A Practical Guide for Nanofiber Production
Electrospinning has emerged as a transformative additive manufacturing technique, bridging nanotechnology with industrial-scale production. In 1887, physicist Charles V. Boys observed that fine fibers could be drawn from a viscous liquid using an electric field – a precursor to what we now call electrospinning. Early 20th-century inventors like John Cooley and William Morton patented methods for electrically producing fibers (1900–1902), and Anton Formhals in 1934 filed the first patent explicitly on electrospinning (“electrical spinning”) to create artificial threads. These foundational efforts laid the groundwork for modern electrospinning, which truly gained momentum in the 1990s when Doshi and Reneker reintroduced the technique and systematically studied how parameters influence fiber formation. Advances in imaging (e.g. scanning electron microscopy) further revealed the nanometer-scale capabilities of electrospinning, solidifying it as a cornerstone of nanofiber fabrication.

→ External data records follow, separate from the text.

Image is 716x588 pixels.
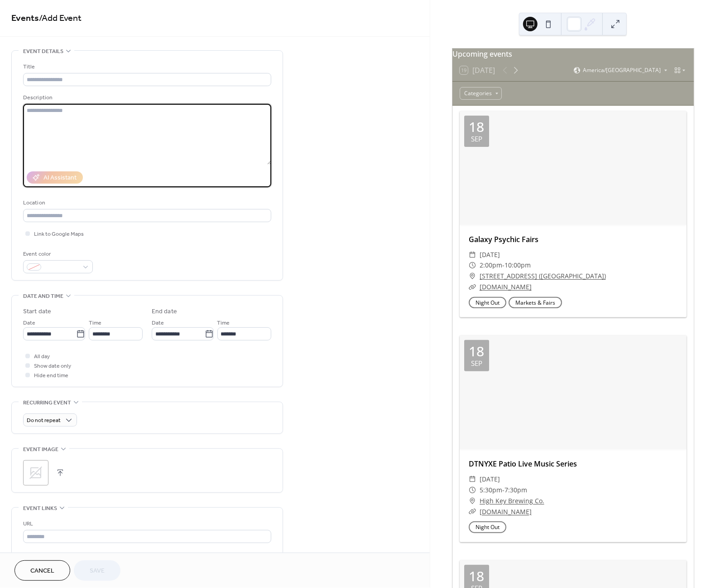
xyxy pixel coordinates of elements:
[34,361,71,371] span: Show date only
[34,230,84,239] span: Link to Google Maps
[471,360,483,366] div: Sep
[480,485,503,495] span: 5:30pm
[469,569,484,583] div: 18
[23,291,64,301] span: Date and time
[469,459,577,469] a: DTNYXE Patio Live Music Series
[480,270,606,281] a: [STREET_ADDRESS] ([GEOGRAPHIC_DATA])
[469,474,476,485] div: ​
[503,260,504,270] span: -
[15,560,70,581] button: Cancel
[480,495,545,506] a: High Key Brewing Co.
[23,504,57,513] span: Event links
[469,234,539,244] a: Galaxy Psychic Fairs
[12,10,39,27] a: Events
[23,550,270,559] div: Text to display
[34,371,69,380] span: Hide end time
[23,307,51,316] div: Start date
[34,352,50,361] span: All day
[23,318,36,328] span: Date
[23,460,49,485] div: ;
[480,507,532,516] a: [DOMAIN_NAME]
[26,415,60,426] span: Do not repeat
[469,120,484,134] div: 18
[469,344,484,358] div: 18
[217,318,230,328] span: Time
[480,282,532,291] a: [DOMAIN_NAME]
[39,10,82,27] span: / Add Event
[469,495,476,506] div: ​
[23,93,270,103] div: Description
[480,249,500,261] span: [DATE]
[469,260,476,270] div: ​
[452,49,694,60] div: Upcoming events
[471,136,483,142] div: Sep
[152,318,164,328] span: Date
[23,46,64,56] span: Event details
[31,566,55,576] span: Cancel
[469,506,476,517] div: ​
[23,62,270,72] div: Title
[469,270,476,281] div: ​
[480,260,503,270] span: 2:00pm
[152,307,177,316] div: End date
[23,249,91,259] div: Event color
[503,485,504,495] span: -
[469,249,476,261] div: ​
[469,485,476,495] div: ​
[480,474,500,485] span: [DATE]
[504,260,531,270] span: 10:00pm
[23,519,270,528] div: URL
[23,198,270,208] div: Location
[504,485,527,495] span: 7:30pm
[88,318,102,328] span: Time
[583,68,661,73] span: America/[GEOGRAPHIC_DATA]
[23,445,59,454] span: Event image
[23,398,71,408] span: Recurring event
[469,281,476,292] div: ​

Today, electrospinning enables the creation of ultrafine fibers that mimic biological materials and possess unique functionalities, driving innovation across multiple industries (Keirouz et al., 2023).

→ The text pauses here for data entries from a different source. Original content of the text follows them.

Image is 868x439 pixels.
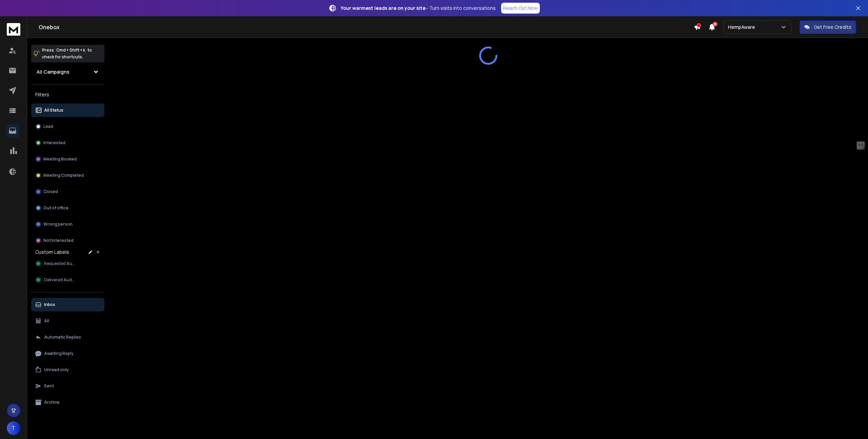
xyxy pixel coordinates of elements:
p: Reach Out Now [504,5,538,12]
button: Not Interested [31,233,105,247]
button: Interested [31,136,105,150]
h1: All Campaigns [37,69,69,75]
button: Lead [31,120,105,133]
p: – Turn visits into conversations [341,5,496,12]
p: Closed [44,189,58,195]
p: Wrong person [44,222,73,227]
p: All Status [44,107,64,113]
p: Unread only [44,367,69,373]
p: HempAware [728,24,758,30]
img: logo [7,23,20,35]
p: Sent [44,383,54,388]
p: Out of office [44,205,69,210]
button: Wrong person [31,217,105,231]
p: Inbox [44,302,55,307]
button: Out of office [31,201,105,215]
p: Meeting Completed [44,172,84,178]
button: Get Free Credits [799,20,856,34]
p: Not Interested [44,238,73,243]
button: T [7,421,20,435]
p: Archive [44,400,60,405]
button: All Status [31,103,105,117]
p: Interested [44,140,65,145]
span: Cmd + Shift + k [55,46,86,54]
button: Meeting Booked [31,152,105,165]
p: Awaiting Reply [44,350,73,356]
span: 50 [713,21,718,26]
button: Unread only [31,363,105,376]
button: Inbox [31,298,105,311]
p: Automatic Replies [44,334,81,340]
a: Reach Out Now [502,3,540,14]
button: All [31,314,105,328]
p: Press to check for shortcuts. [42,47,92,60]
button: Requested Audit [31,257,105,270]
button: Meeting Completed [31,168,105,182]
p: Meeting Booked [44,156,77,162]
strong: Your warmest leads are on your site [341,5,425,11]
button: Delivered Audit [31,273,105,287]
button: All Campaigns [31,65,105,79]
button: Awaiting Reply [31,346,105,360]
span: Requested Audit [44,260,78,266]
button: Automatic Replies [31,330,105,343]
h1: Onebox [39,23,694,31]
p: All [44,318,49,323]
button: Closed [31,185,105,198]
span: Delivered Audit [44,277,74,283]
h3: Filters [31,90,105,99]
button: Sent [31,379,105,393]
p: Lead [44,124,53,129]
h3: Custom Labels [35,249,69,256]
p: Get Free Credits [814,24,851,30]
button: Archive [31,395,105,409]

The appeal of electrospun fibers lies in their exceptionally high surface area-to-volume ratio, porosity, and the ability to tailor their composition and morphology. The global market for electrospun fibers was estimated at about $1.0 billion in 2023, with demand projected to grow at a CAGR of 11.7% through 2030. Notably, the medical and healthcare sector is a major driver of this growth – accounting for roughly one-third of market share – due to a surge in electrospun products like wound dressings, drug delivery systems, tissue scaffolds, and implant coatings. This growth is fueled by the technology’s ability to address pressing needs (e.g. chronic wound care, tissue regeneration) with finely tuned nanofiber solutions, as well as improvements in manufacturing that have made large-scale electrospinning more feasible (Grand View Research, 2024). At the same time, however, the increasing adoption of electrospinning brings new challenges. Issues such as scalability, consistency, and environmental safety (many processes still rely on toxic solvents) have come to the forefront. The following sections explore what electrospinning is, its key application areas, the current challenges limiting its broader use, and how companies like VIVOLTA are developing solutions – such as the MediSpin™ system – to overcome these barriers and set new standards in the field.
Electrospinning is an additive fabrication process that uses electrostatic forces to produce fibers from a polymer solution or melt, with diameters ranging from nanometers to several microns. In a typical setup, a polymer solution is loaded into a syringe ending in a fine needle (the spinneret). A high-voltage power supply applies an electric field to the droplet of solution at the spinneret tip, while a grounded collector (e.g. a metal screen or rotating mandrel) is placed at some distance to receive the fibers. When the voltage rises to a critical value, electrostatic repulsion overcomes the fluid’s surface tension, and the droplet elongates into a conical shape known as the Taylor cone. A thin charged jet of polymer is then ejected from the cone toward the collector. As this jet travels through the air, it undergoes rapid stretching and solvent evaporation, solidifying into ultrafine fibers that deposit on the collector as a nonwoven mat (Ji et al., 2024).